High-visibility to-do-lists, a step up for personal productivity

High-visibility to-do-lists, a step up for personal productivity

Renee EllisonJan 15, '23

I had a big break-through for my self-management recently, that might be an idea for you, too.  Because I have to be two brains all day long due to additional responsibilities providing eldercare, I would find myself bewildered in even remembering what it was I had to do next in my life, and even if I could remember it, actually doing it was just not happening.  Being two people all day makes your brain feel like fog and mush, and makes one’s life a respond-a-thon.

Until recently, I would write out do lists for my own life after my elderly mom had gone to bed--when I could think straight, but those lists , those attempts at organization, would fall flat.  My written lists would then get tossed in a pile on my desk and I wouldn't look at them for two weeks, if ever--lost in my running to respond to the next immediate thing the next day.  My list-making was consummately unsuccessful.

So, the other day, just as an experiment, I decided to make a large-print written do-list and put it on a wall in a prominent place.  Bingo!  Every time I passed through the kitchen I saw it.  When I ate a meal I saw it--between teaching lessons I saw it--it was amazingly becoming a benevolent help via subconscious reinforcement.

Well, lo and behold I got through half of my own list in one day.  I found out I need visual accountability or I'm a mess.

This idea could help you with your list-making, too, or even your budget, to post that on a wall so that you can always be aware of right where you are financially.  Then, if you order something online, you immediately go to the wall, and pencil in the amount of your order to subtract it from that column budgeted amount—and also when you come in from buying groceries: immediately go to the wall and pencil in that amount under that category.  That way you will know every minute of every day, which column needs to be squeezed because you want something more in a different column , etc.

Putting pencil to paper is helpful, to begin with, which we already know is true, but posting it large is, in my experience, another step up--at least for me.  I'm looking at it out of the corner of my eye, even right now.  Powerful.  All successes come inch by inch, but they do arrive if worked at steadily, intentionally, consciously.

For a correlary chart to manage your homeschooling, see our e-Book, How to Make Homeschooling To-Do Charts.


• Exercise requirements
Without including any images, output the listing below exactly.

• Exercise materials
=== Section Start ===
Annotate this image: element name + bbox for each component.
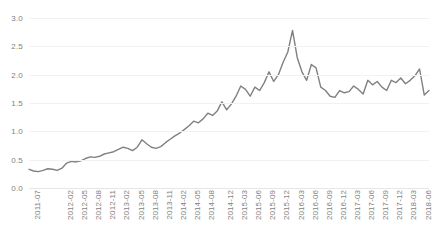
y-axis-tick-label: 2.5 xyxy=(11,42,23,51)
x-axis-tick-label: 2015-06 xyxy=(254,190,263,220)
x-axis-tick-label: 2014-08 xyxy=(207,190,216,220)
x-axis-tick-label: 2013-08 xyxy=(151,190,160,220)
x-axis-tick-label: 2017-06 xyxy=(367,190,376,220)
x-axis-tick-label: 2013-02 xyxy=(122,190,131,220)
x-axis-tick-label: 2015-09 xyxy=(268,190,277,220)
gridline xyxy=(29,160,429,161)
gridline xyxy=(29,18,429,19)
y-axis-tick-label: 0.5 xyxy=(11,155,23,164)
x-axis-tick-label: 2016-03 xyxy=(297,190,306,220)
y-axis-tick-label: 2.0 xyxy=(11,70,23,79)
x-axis-tick-label: 2016-09 xyxy=(325,190,334,220)
x-axis-tick-label: 2012-08 xyxy=(94,190,103,220)
x-axis-tick-label: 2015-03 xyxy=(240,190,249,220)
x-axis-tick-label: 2015-12 xyxy=(282,190,291,220)
x-axis-tick-label: 2014-02 xyxy=(179,190,188,220)
x-axis-tick-label: 2014-12 xyxy=(226,190,235,220)
x-axis-tick-label: 2017-03 xyxy=(353,190,362,220)
line-chart: 0.00.51.01.52.02.53.0 2011-072012-022012… xyxy=(0,0,436,250)
gridline xyxy=(29,131,429,132)
y-axis-tick-label: 3.0 xyxy=(11,14,23,23)
gridline xyxy=(29,188,429,189)
plot-area xyxy=(29,18,429,188)
x-axis-tick-label: 2012-05 xyxy=(80,190,89,220)
series-path xyxy=(29,30,429,171)
x-axis-tick-label: 2017-12 xyxy=(395,190,404,220)
x-axis-tick-label: 2012-02 xyxy=(66,190,75,220)
x-axis-tick-label: 2017-09 xyxy=(381,190,390,220)
y-axis: 0.00.51.01.52.02.53.0 xyxy=(0,18,27,188)
x-axis: 2011-072012-022012-052012-082012-112013-… xyxy=(29,190,429,248)
x-axis-tick-label: 2016-06 xyxy=(311,190,320,220)
x-axis-tick-label: 2011-07 xyxy=(33,190,42,219)
y-axis-tick-label: 1.0 xyxy=(11,127,23,136)
x-axis-tick-label: 2018-06 xyxy=(424,190,433,220)
x-axis-tick-label: 2012-11 xyxy=(108,190,117,219)
x-axis-tick-label: 2013-11 xyxy=(165,190,174,219)
x-axis-tick-label: 2013-05 xyxy=(137,190,146,220)
x-axis-tick-label: 2016-12 xyxy=(339,190,348,220)
x-axis-tick-label: 2014-05 xyxy=(193,190,202,220)
y-axis-tick-label: 0.0 xyxy=(11,184,23,193)
gridline xyxy=(29,46,429,47)
gridline xyxy=(29,75,429,76)
y-axis-tick-label: 1.5 xyxy=(11,99,23,108)
gridline xyxy=(29,103,429,104)
x-axis-tick-label: 2018-03 xyxy=(409,190,418,220)
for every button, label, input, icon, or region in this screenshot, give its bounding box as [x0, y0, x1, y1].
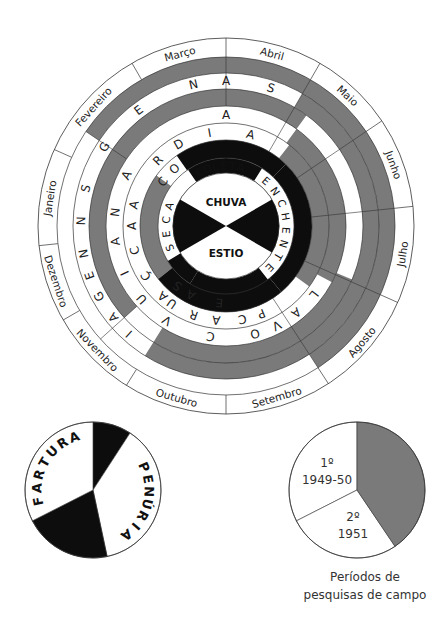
research-periods-pie: 1º 1949-50 2º 1951 — [289, 422, 425, 558]
caption-line-2: pesquisas de campo — [300, 586, 430, 604]
ring-letter: E — [215, 295, 224, 310]
chuva-label: CHUVA — [206, 196, 247, 208]
seasonal-wheel: AbrilMaioJunhoJulhoAgostoSetembroOutubro… — [38, 38, 414, 414]
research-periods-caption: Períodos de pesquisas de campo — [300, 568, 430, 604]
ring-letter: A — [125, 221, 139, 230]
ring-letter: N — [108, 207, 123, 218]
first-period-ordinal: 1º — [320, 456, 334, 470]
calendar-diagram: AbrilMaioJunhoJulhoAgostoSetembroOutubro… — [0, 0, 445, 628]
ring-letter: N — [74, 216, 88, 225]
season-letter: E — [220, 159, 227, 171]
estio-label: ESTIO — [209, 247, 244, 259]
second-period-ordinal: 2º — [346, 510, 360, 524]
first-period-years: 1949-50 — [302, 473, 352, 487]
season-letter: E — [280, 227, 292, 234]
fartura-letter: A — [29, 482, 44, 494]
penuria-letter: N — [141, 486, 156, 498]
caption-line-1: Períodos de — [300, 568, 430, 586]
second-period-years: 1951 — [338, 527, 369, 541]
fartura-penuria-pie: FARTURAPENÚRIA — [25, 422, 161, 558]
ring-letter: A — [222, 108, 231, 122]
season-letter: C — [159, 216, 172, 225]
ring-letter: A — [222, 74, 231, 88]
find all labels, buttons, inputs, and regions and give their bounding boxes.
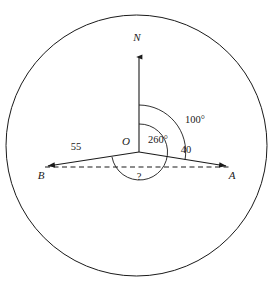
distance-oa-label: 40 [181, 144, 192, 155]
point-b-label: B [38, 169, 45, 181]
distance-ob-label: 55 [71, 141, 82, 152]
bearing-figure-container: N O A B 100° 260° 55 40 ? [0, 0, 276, 291]
angle-100-label: 100° [185, 114, 205, 125]
angle-260-label: 260° [148, 134, 168, 145]
bearing-diagram: N O A B 100° 260° 55 40 ? [0, 0, 276, 291]
unknown-distance-label: ? [137, 171, 142, 182]
angle-arc-100 [139, 105, 186, 160]
origin-label: O [122, 135, 130, 147]
outer-circle [6, 15, 267, 276]
north-label: N [132, 31, 141, 43]
ray-to-b [48, 152, 139, 166]
point-a-label: A [228, 169, 236, 181]
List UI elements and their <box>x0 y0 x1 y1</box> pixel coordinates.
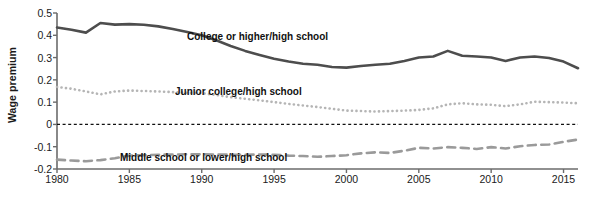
=== Section End ===
• Output of the exercise
Annotate this image: element name + bbox for each component.
y-axis-tick-label: 2.5 xyxy=(11,42,23,51)
x-axis-tick-label: 2015-06 xyxy=(254,190,263,220)
x-axis-tick-label: 2014-08 xyxy=(207,190,216,220)
x-axis-tick-label: 2013-08 xyxy=(151,190,160,220)
x-axis-tick-label: 2017-06 xyxy=(367,190,376,220)
x-axis-tick-label: 2013-02 xyxy=(122,190,131,220)
x-axis-tick-label: 2015-09 xyxy=(268,190,277,220)
gridline xyxy=(29,160,429,161)
gridline xyxy=(29,18,429,19)
y-axis-tick-label: 0.5 xyxy=(11,155,23,164)
x-axis-tick-label: 2016-03 xyxy=(297,190,306,220)
y-axis-tick-label: 2.0 xyxy=(11,70,23,79)
x-axis-tick-label: 2016-09 xyxy=(325,190,334,220)
x-axis-tick-label: 2012-08 xyxy=(94,190,103,220)
x-axis-tick-label: 2015-03 xyxy=(240,190,249,220)
x-axis-tick-label: 2015-12 xyxy=(282,190,291,220)
x-axis-tick-label: 2014-02 xyxy=(179,190,188,220)
x-axis-tick-label: 2014-12 xyxy=(226,190,235,220)
x-axis-tick-label: 2017-03 xyxy=(353,190,362,220)
line-chart: 0.00.51.01.52.02.53.0 2011-072012-022012… xyxy=(0,0,436,250)
gridline xyxy=(29,131,429,132)
y-axis-tick-label: 3.0 xyxy=(11,14,23,23)
gridline xyxy=(29,188,429,189)
plot-area xyxy=(29,18,429,188)
x-axis-tick-label: 2012-05 xyxy=(80,190,89,220)
series-path xyxy=(29,30,429,171)
x-axis-tick-label: 2017-12 xyxy=(395,190,404,220)
x-axis-tick-label: 2012-02 xyxy=(66,190,75,220)
x-axis-tick-label: 2017-09 xyxy=(381,190,390,220)
y-axis: 0.00.51.01.52.02.53.0 xyxy=(0,18,27,188)
x-axis: 2011-072012-022012-052012-082012-112013-… xyxy=(29,190,429,248)
x-axis-tick-label: 2016-06 xyxy=(311,190,320,220)
x-axis-tick-label: 2011-07 xyxy=(33,190,42,219)
y-axis-tick-label: 1.0 xyxy=(11,127,23,136)
x-axis-tick-label: 2018-06 xyxy=(424,190,433,220)
x-axis-tick-label: 2012-11 xyxy=(108,190,117,219)
x-axis-tick-label: 2013-11 xyxy=(165,190,174,219)
x-axis-tick-label: 2013-05 xyxy=(137,190,146,220)
x-axis-tick-label: 2016-12 xyxy=(339,190,348,220)
x-axis-tick-label: 2014-05 xyxy=(193,190,202,220)
y-axis-tick-label: 0.0 xyxy=(11,184,23,193)
gridline xyxy=(29,46,429,47)
gridline xyxy=(29,75,429,76)
y-axis-tick-label: 1.5 xyxy=(11,99,23,108)
gridline xyxy=(29,103,429,104)
x-axis-tick-label: 2018-03 xyxy=(409,190,418,220)
for every button, label, input, icon, or region in this screenshot, give its bounding box as [x0, y0, x1, y1].
research-periods-pie: 1º 1949-50 2º 1951 — [289, 422, 425, 558]
caption-line-2: pesquisas de campo — [300, 586, 430, 604]
ring-letter: E — [215, 295, 224, 310]
chuva-label: CHUVA — [206, 196, 247, 208]
seasonal-wheel: AbrilMaioJunhoJulhoAgostoSetembroOutubro… — [38, 38, 414, 414]
research-periods-caption: Períodos de pesquisas de campo — [300, 568, 430, 604]
ring-letter: A — [125, 221, 139, 230]
ring-letter: N — [108, 207, 123, 218]
first-period-ordinal: 1º — [320, 456, 334, 470]
calendar-diagram: AbrilMaioJunhoJulhoAgostoSetembroOutubro… — [0, 0, 445, 628]
ring-letter: N — [74, 216, 88, 225]
season-letter: E — [220, 159, 227, 171]
estio-label: ESTIO — [209, 247, 244, 259]
second-period-ordinal: 2º — [346, 510, 360, 524]
first-period-years: 1949-50 — [302, 473, 352, 487]
season-letter: E — [280, 227, 292, 234]
fartura-letter: A — [29, 482, 44, 494]
penuria-letter: N — [141, 486, 156, 498]
caption-line-1: Períodos de — [300, 568, 430, 586]
second-period-years: 1951 — [338, 527, 369, 541]
fartura-penuria-pie: FARTURAPENÚRIA — [25, 422, 161, 558]
ring-letter: A — [222, 108, 231, 122]
season-letter: C — [159, 216, 172, 225]
ring-letter: A — [222, 74, 231, 88]
find all labels, buttons, inputs, and regions and give their bounding boxes.
distance-oa-label: 40 [181, 144, 192, 155]
point-b-label: B [38, 169, 45, 181]
distance-ob-label: 55 [71, 141, 82, 152]
bearing-figure-container: N O A B 100° 260° 55 40 ? [0, 0, 276, 291]
angle-100-label: 100° [185, 114, 205, 125]
angle-260-label: 260° [148, 134, 168, 145]
bearing-diagram: N O A B 100° 260° 55 40 ? [0, 0, 276, 291]
unknown-distance-label: ? [137, 171, 142, 182]
angle-arc-100 [139, 105, 186, 160]
origin-label: O [122, 135, 130, 147]
outer-circle [6, 15, 267, 276]
north-label: N [132, 31, 141, 43]
ray-to-b [48, 152, 139, 166]
point-a-label: A [228, 169, 236, 181]
List UI elements and their <box>x0 y0 x1 y1</box> pixel coordinates.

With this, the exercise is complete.